Friday, Apr. 15, 1966

Effulgent Interlude

THE PRESIDENCY

For all the gnawing uncertainties of the situation in Viet Nam, Washington's least harassed man last week seemed to be Lyndon Johnson. In and out of the White House, the President was trading quips with visitors, tugging elbows, wading into crowds for handshaking and abrazos. The President's prose matched his effulgent mood.

Bailing the Boat. Presenting a gold medal to Teacher of the Year Mona Dayton in the Cabinet Room, Johnson expressed his delight in escaping for the nonce from "battles and soldiers and the bitterness of war," praised the Tucson first-grade teacher for having "taken the great outdoors as her classroom and the great desert as her desk." At an Agriculture Department ceremony honoring cost-cutting employees, Skipper Johnson likened the Administration's campaign against waste to "bailing a boat -- you have to keep at it; there is no time to rest." Mockingly, he scolded the Agriculture men for not equaling the White House's 100% participation in a savings-bond drive: "Maybe I was a little more persuasive with them than I can be with you."

With Congress in recess, among the few items of business to cross the President's desk were the resignations of Federal Communications Commission Chairman E. William Henry and Assistant HEW Secretary Francis Keppel. Memphis Lawyer Henry, who as FCC chief since 1963 has stung A. T. & T. with a still-in-progress study of its rate setup but soft-pedaled his predecessors' criticism of the TV industry, is anxious to return to private practice. In three years at HEW, Keppel made its Office of Education the nation's most innovative force in public education (TIME cover, Oct. 15) but ran into increasing political friction in Washington after he temporarily cut off federal school aid to Chicago and threatened the same for other cities that had been slow to integrate. Henry's resignation was accepted effective May 1, while Keppel's lay for the time being in Johnson's In basket.

Tots Teeth. At week's end, arriving exuberantly in Texas for the Easter holiday, Johnson announced new plans to expand the Great Society. At a bill-signing ceremony to celebrate a two-month extension of the medicare registration deadline--held characteristically at a federally financed home for the aged in San Antonio--Johnson said he would ask Congress next year for "increased insurance benefits, across the board, for 21 million beneficiaries" of social security, plus free dental services under medicare for children up to the age of six.

After some politicking, the Johnsons then accompanied Daughter Luci and Fiance Pat Nugent at a Good Friday service in San Antonio's Roman Catholic San Fernando Cathedral, later flew to the L.B.J. Ranch for a long Easter weekend. There they were joined by Daughter Lynda, looking as radiant as her father and sporting a jeweled gold ring on the third finger of her left hand. A gift from her current beau, Actor George Hamilton, who had also joined the family for the weekend, the ring, White House aides averred, stood for "friendship," not connubial intent.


*Task prompt:*
Output the span of lines from the one that contains "The width and" through the end of the records, inclusive, exactly as written and free of pictures.

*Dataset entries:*

########

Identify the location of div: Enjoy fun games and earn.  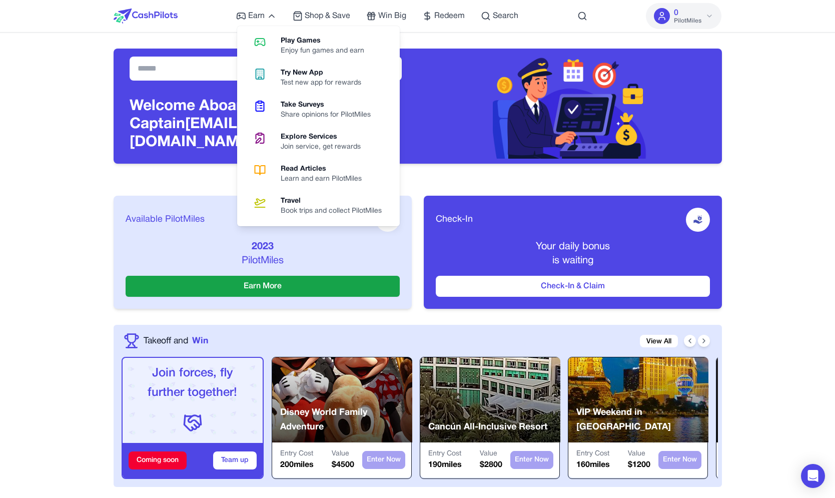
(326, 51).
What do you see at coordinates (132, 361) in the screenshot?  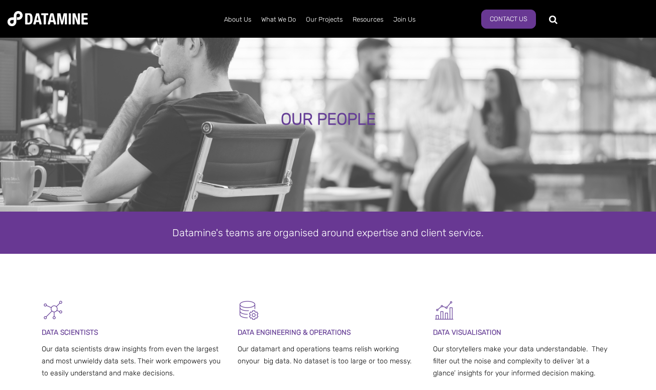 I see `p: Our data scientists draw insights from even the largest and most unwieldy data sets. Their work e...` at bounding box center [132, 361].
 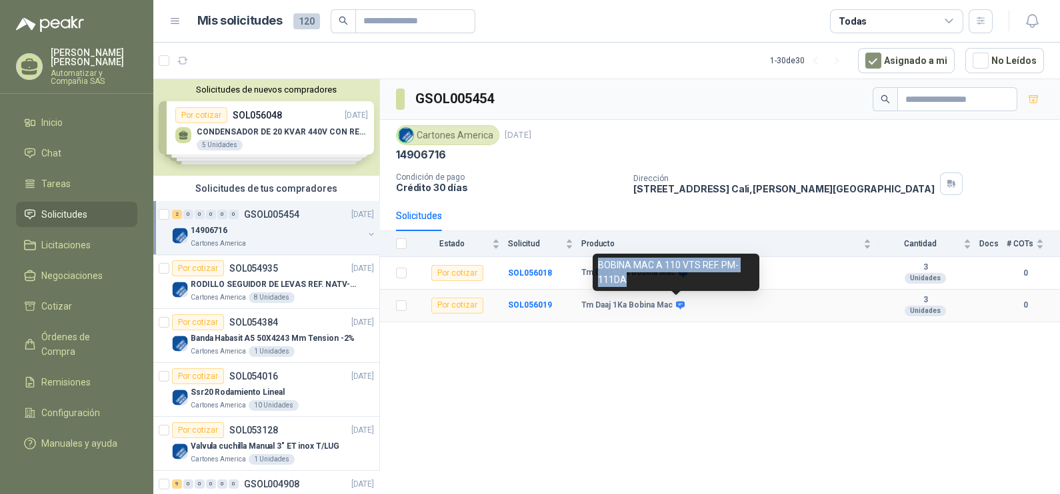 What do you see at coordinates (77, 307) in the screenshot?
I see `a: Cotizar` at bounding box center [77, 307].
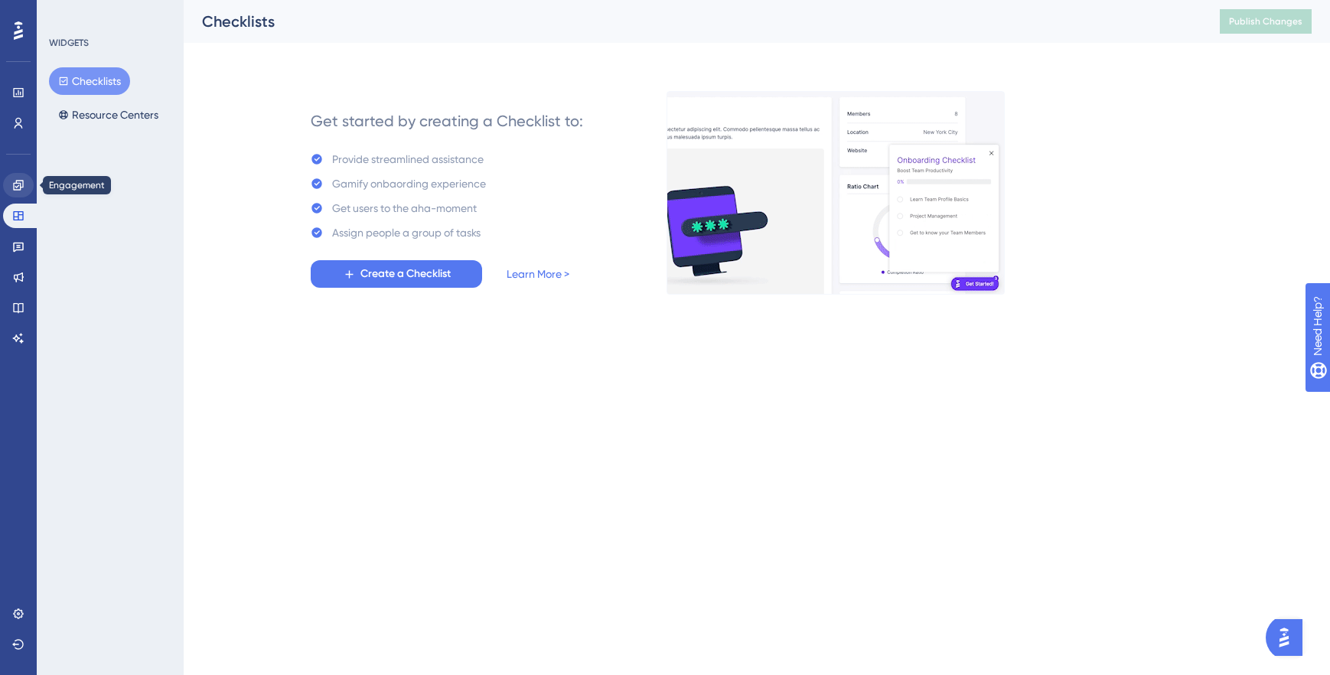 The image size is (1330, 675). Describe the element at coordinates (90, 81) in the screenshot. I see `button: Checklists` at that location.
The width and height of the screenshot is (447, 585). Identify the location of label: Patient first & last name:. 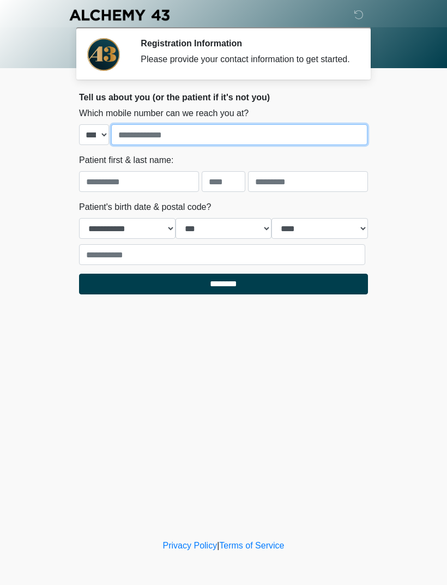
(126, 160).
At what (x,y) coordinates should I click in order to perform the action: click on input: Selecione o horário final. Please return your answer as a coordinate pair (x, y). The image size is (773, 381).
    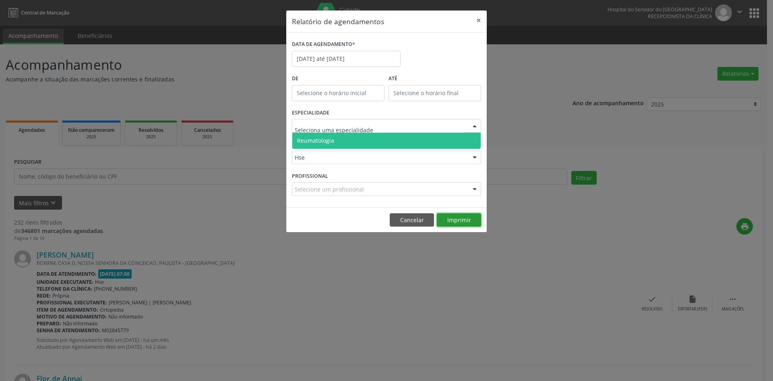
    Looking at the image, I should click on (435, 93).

########

*Answer to this task:*
The width and height of the screenshot is (447, 585). Identify the location of label: Patient first & last name:. 
(126, 160).
At what (x,y) coordinates should I click in order to perform the action: click on input: Selecione o horário final. Please return your answer as a coordinate pair (x, y). The image size is (773, 381).
    Looking at the image, I should click on (435, 93).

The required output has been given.